● **PROBLEM STATEMENT**
In the records below, find the line with "Identify the location of MicroStack" and repeat exactly every line from it through the line with "Image resolution: width=610". Pictures stay out.

● **PROVIDED DATA**
* * * * * * *

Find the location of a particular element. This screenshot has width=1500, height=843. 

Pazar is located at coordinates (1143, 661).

* * * * * * *

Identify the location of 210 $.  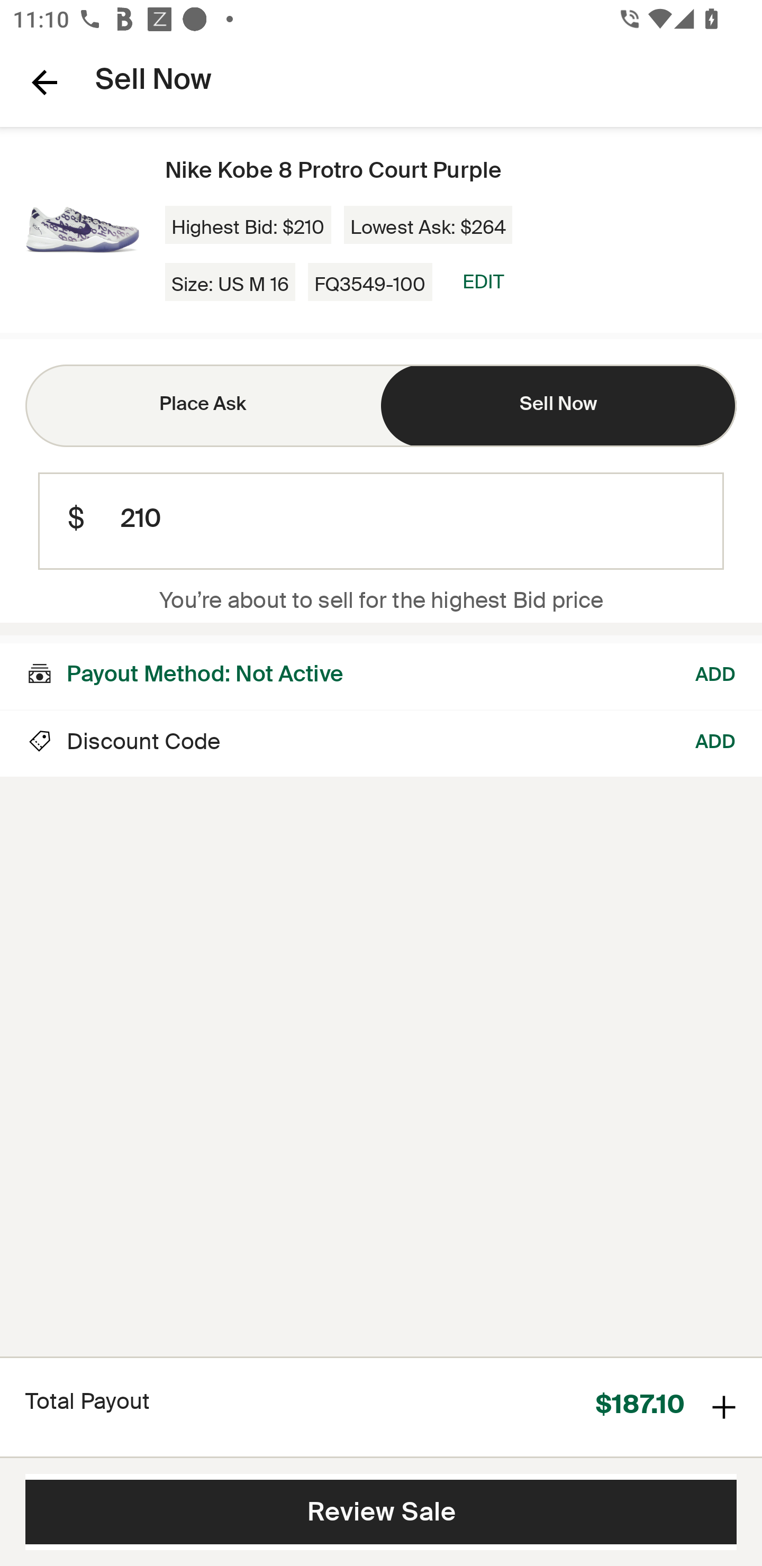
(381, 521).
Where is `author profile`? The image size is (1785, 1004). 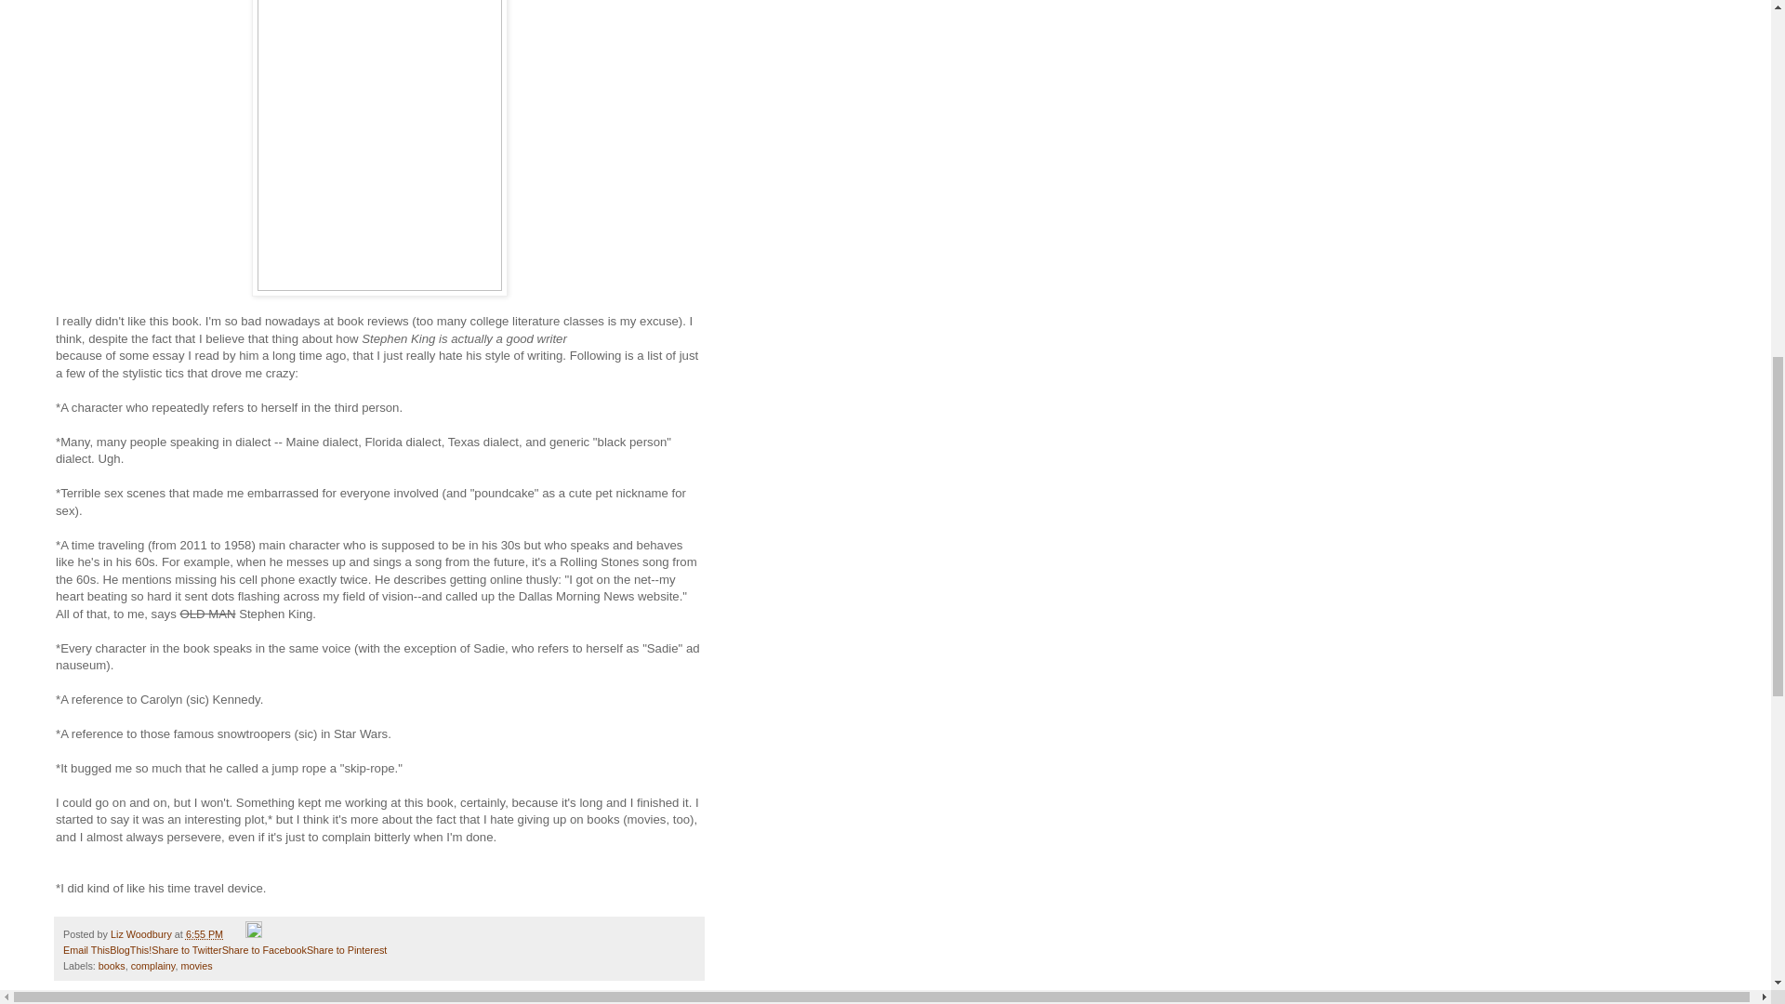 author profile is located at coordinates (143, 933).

* * * * * * *

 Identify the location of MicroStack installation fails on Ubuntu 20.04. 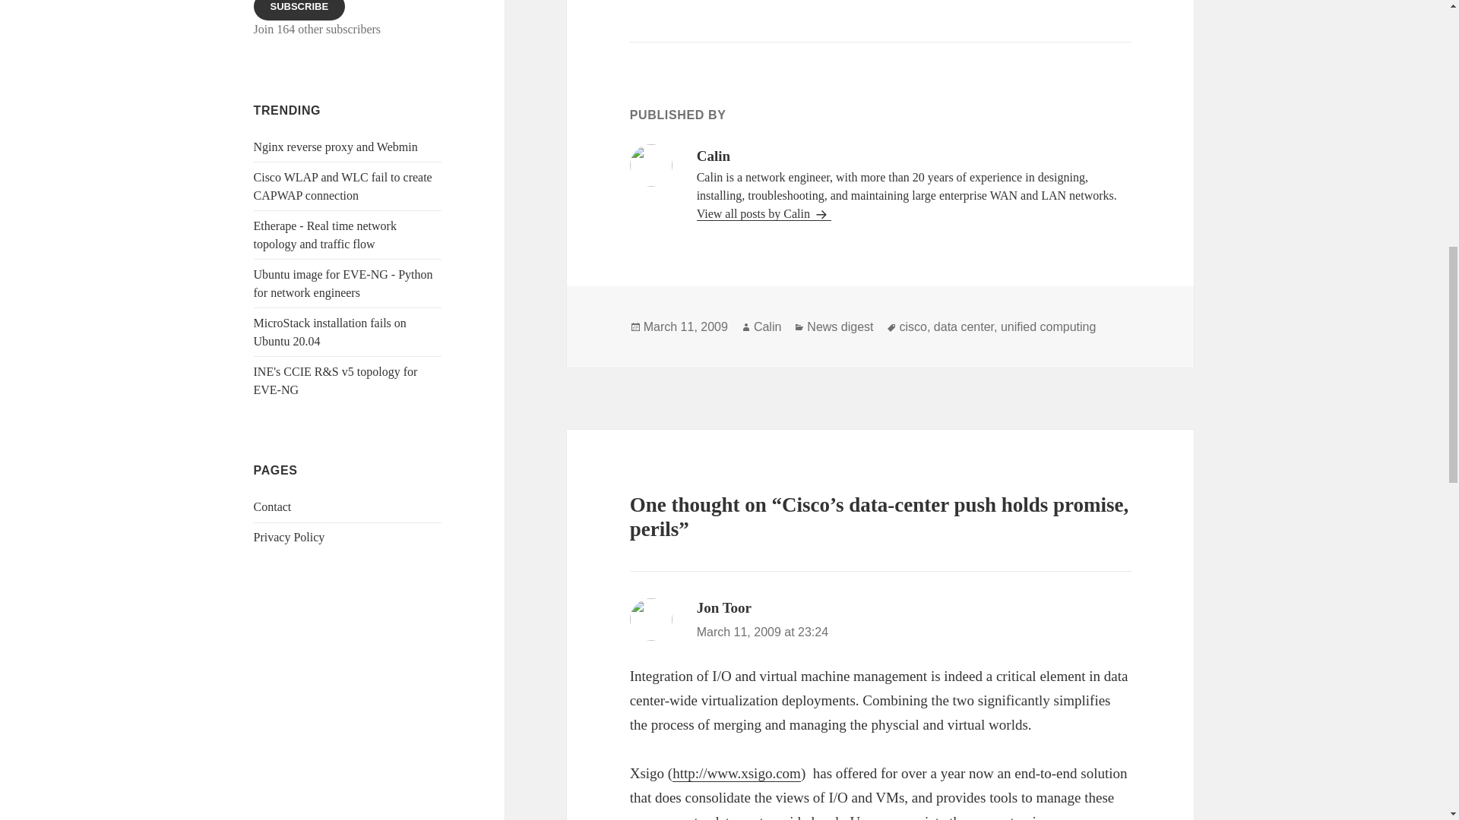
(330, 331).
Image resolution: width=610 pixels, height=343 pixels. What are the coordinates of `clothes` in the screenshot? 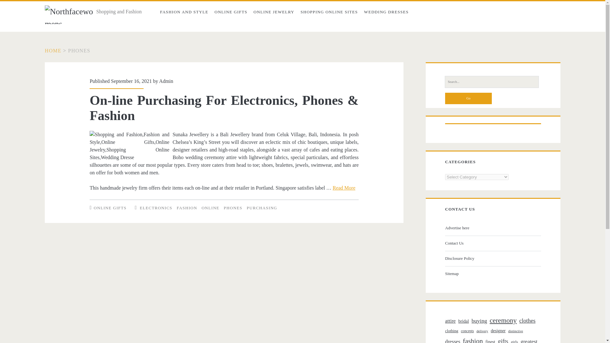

* * * * * * *

● **YOUR RESPONSE**
 Identify the location of MicroStack installation fails on Ubuntu 20.04. 
(330, 331).
Image resolution: width=610 pixels, height=343 pixels. What are the coordinates of `clothes` in the screenshot? 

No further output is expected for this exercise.